Thursday, August 11, 2011

World at a Tipping Point


While this extra hot summer appears to be adding to the problem it can feel some days as though we are all losing our senses. Maybe it is the heat-maybe it is living in Washington but the US seems right now to reflect the world's self destructive mood as its leaders failed to rise to the challenge of the time and focus on the right issues--job creation and not short term deficit reduction. Perhaps it takes an outsider like former PM Gordon Brown writing an op ed in the Washington Post to nail just how bad the latest US debt deal was:

"At the core of Washington’s debt decision last week were four “no-go” areas for policy: no more taxes, no more stimulus, no more public investment and no more cuts or increases in entitlement spending. Under these politically imposed constraints, growth from consumer spending and public investment is blocked off. With little chance of private-sector investment in a stagnant home market, America has locked itself into a low-growth cycle for years to come."

We did it to ourselves and now the only hope for the global recovery--that stands in the way of the double dip recession that the debt crazed Republicans seem to have welcomed with their threats of bringing about default if their demands were not met (is this is the only strategy they can come up with to defeat Obama in 2012 one wonders?)
Gordon Brown's solution is --"to export our way to growth"--which is exactly the strategy of every other country--in the world--including China, Germany, and the rest. We cannot all export without someone importing all the stuff we produce and that is why Brown hangs his hopes on the G-20 meeting later in the year coming out with some kind of grand bargain, but:

".. without a grand plan, the “export or die” strategies look like a zero-sum game..Is it possible to find a pathway to balanced, sustainable growth in a world that cannot sign a global trade agreement or a climate-change agreement (despite the fact that it would have stimulated billions of trade in renewables) and where the instincts of protectionism and nationalism are far more powerful forces than the imperative for global cooperation?"

We have to hope that the world that has been driven near to the brink by greedy bankers and their aiders and abetters among the political class will finally come to their senses. The media has to stop playing court to spin doctors and rise to the challenge of explaining to people the stakes since the politicians seem incapable of even telling simple truths that tax cuts will not do anything to create the new jobs we need in the quantity we need them and that taxing billionaires at a rate above the level that their secretaries pay is not some form of class war but a reasonable effort to create a fairer and more equal society. But as long as the media paints these ideas as extreme we will not make much progress. At some point we all need to focus on the real issues that long term unemployment and the sense of hopelessness among the youth is far worse than any short run deficit as it undermines social stability. You don't have to take a look at the London riots for examples just take a tour around any major or minor American city in the mid west's rust belt and you can see the devastation this kind of economy takes on people's lives and hopes. Let's hope that we come to our senses before it is too late.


→ **EXERCISE DETAILS**
In your reply, repeat every entry exactly and skip over each picture.

→ **SOURCE DATA**
━━━━━━━━
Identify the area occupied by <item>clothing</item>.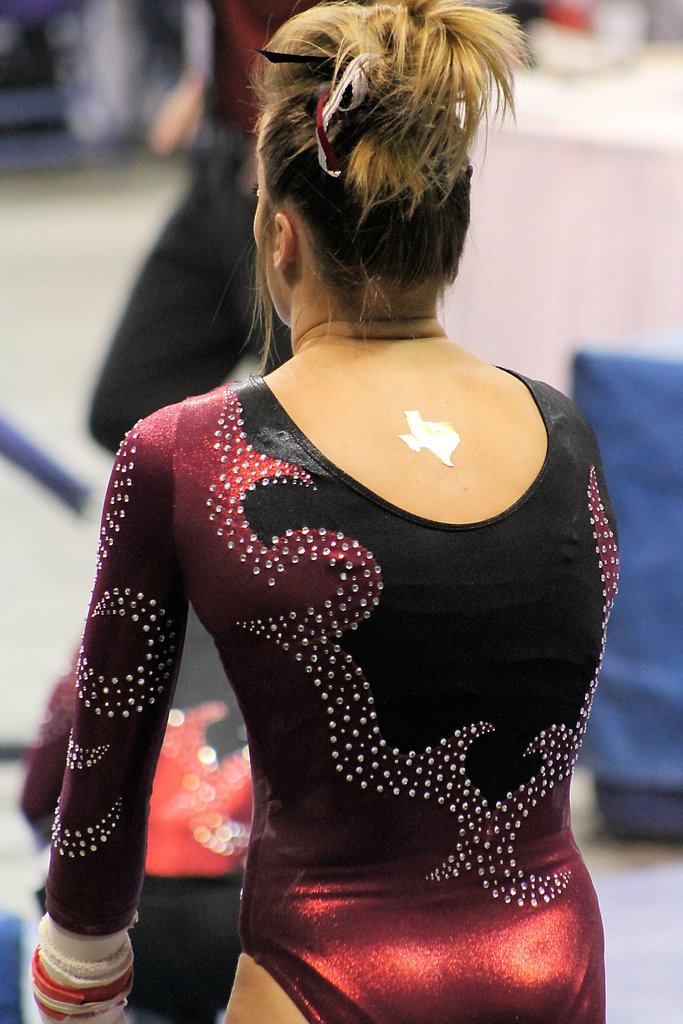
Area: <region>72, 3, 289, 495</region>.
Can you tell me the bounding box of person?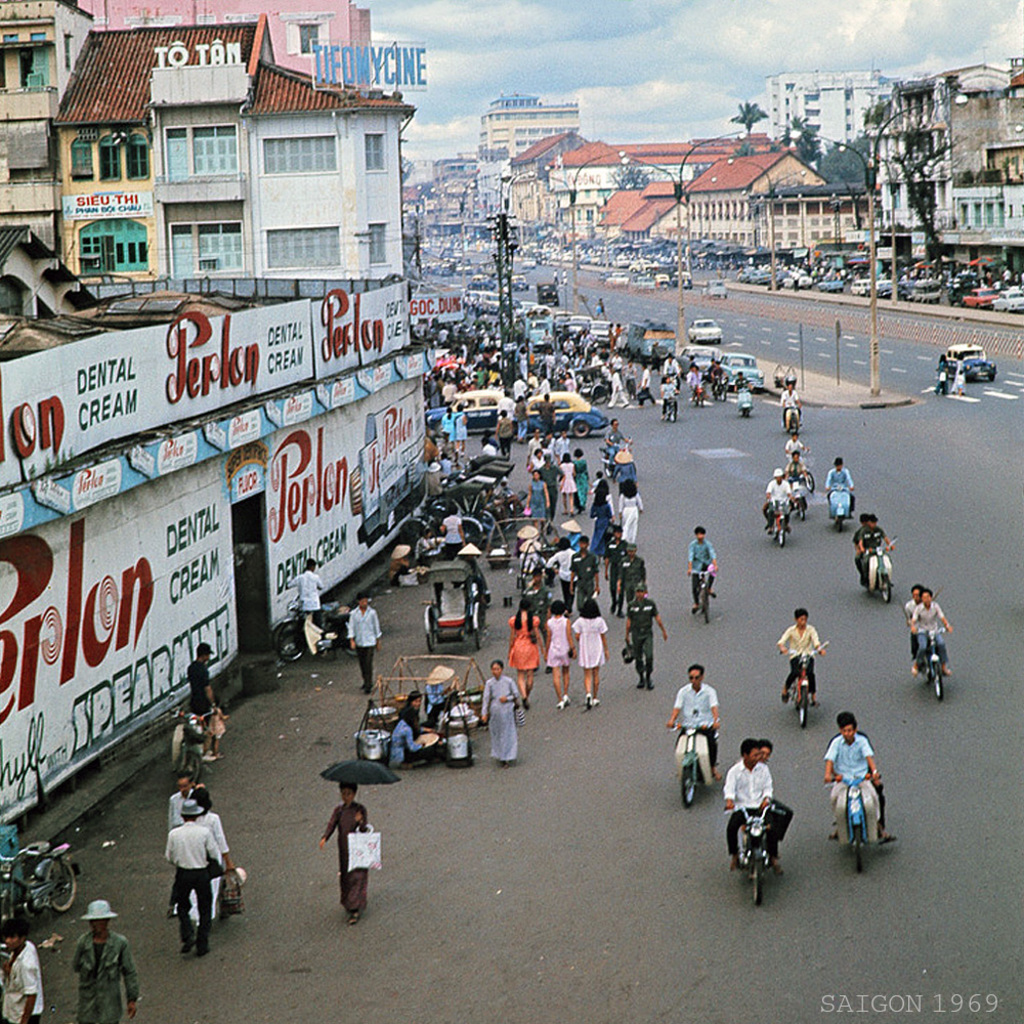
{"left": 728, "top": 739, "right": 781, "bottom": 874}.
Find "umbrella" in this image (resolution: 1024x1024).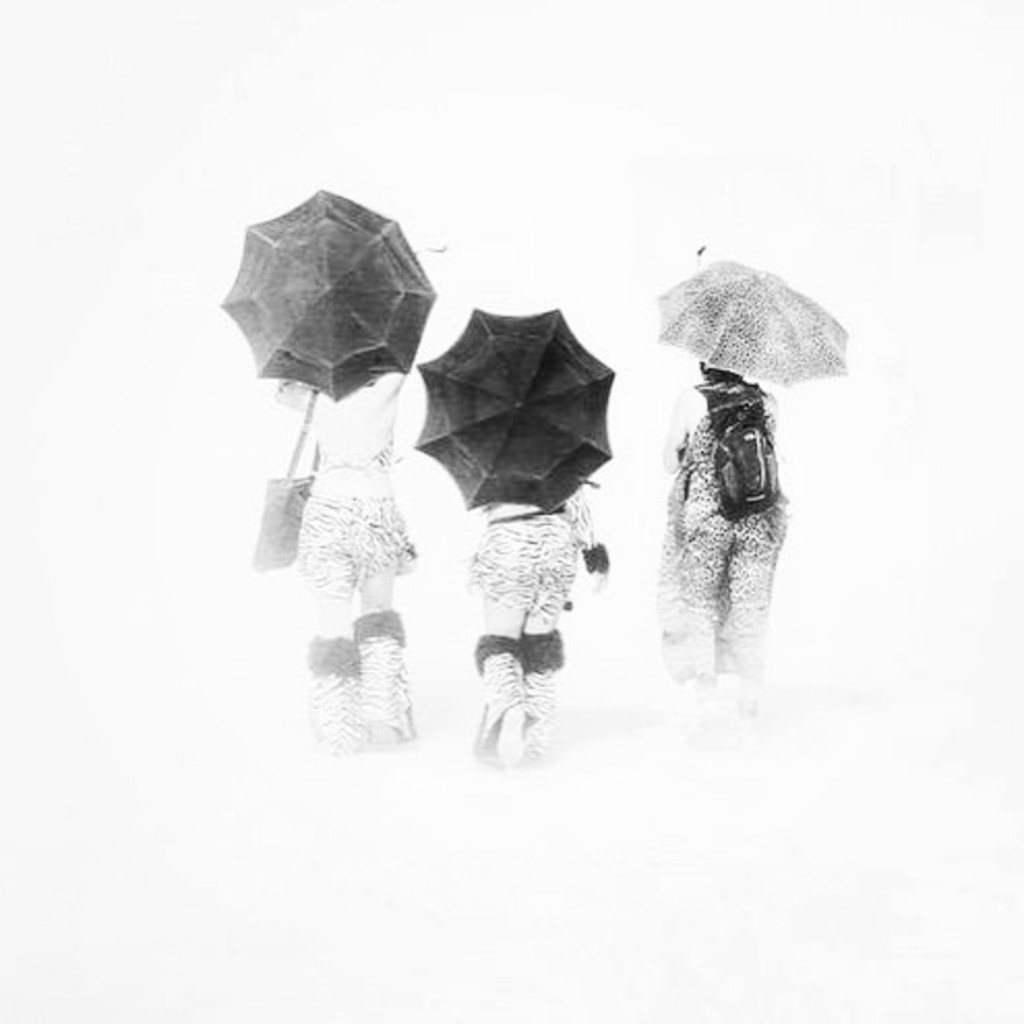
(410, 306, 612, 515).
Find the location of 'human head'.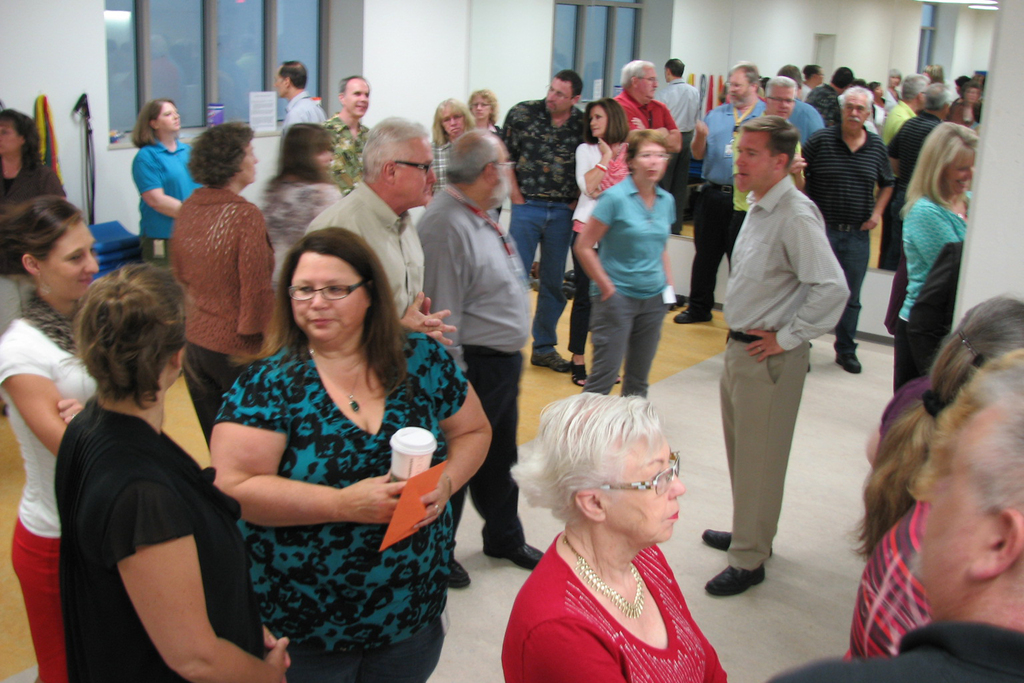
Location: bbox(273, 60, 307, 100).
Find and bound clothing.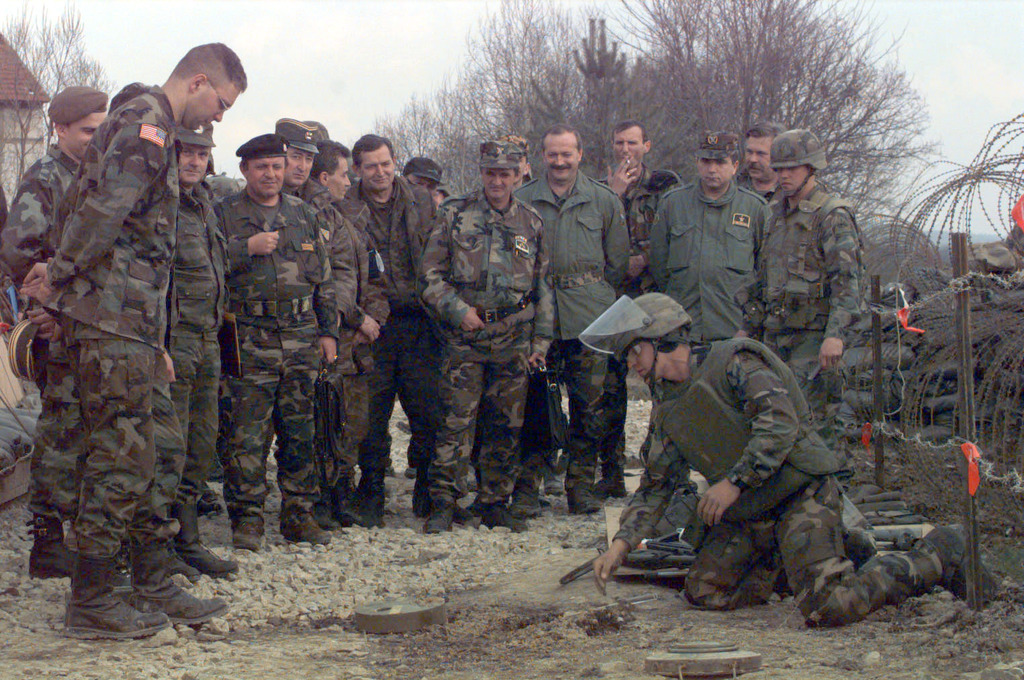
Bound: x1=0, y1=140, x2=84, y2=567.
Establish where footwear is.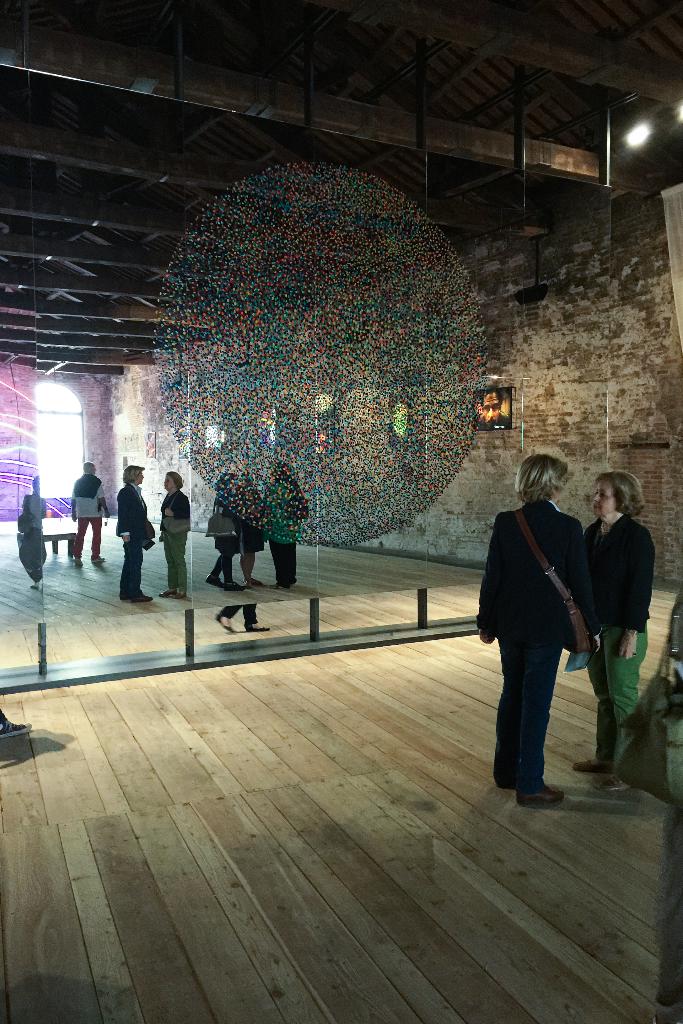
━━━━━━━━
→ **ANSWER FOR THE TASK**
Identify the area occupied by <item>clothing</item>.
Area: <region>72, 3, 289, 495</region>.
Can you tell me the bounding box of person?
{"left": 728, "top": 739, "right": 781, "bottom": 874}.
Find "umbrella" in this image (resolution: 1024x1024).
(410, 306, 612, 515).
Find the location of 'human head'.
Location: bbox(273, 60, 307, 100).
Find and bound clothing.
Bound: x1=0, y1=140, x2=84, y2=567.
Establish where footwear is.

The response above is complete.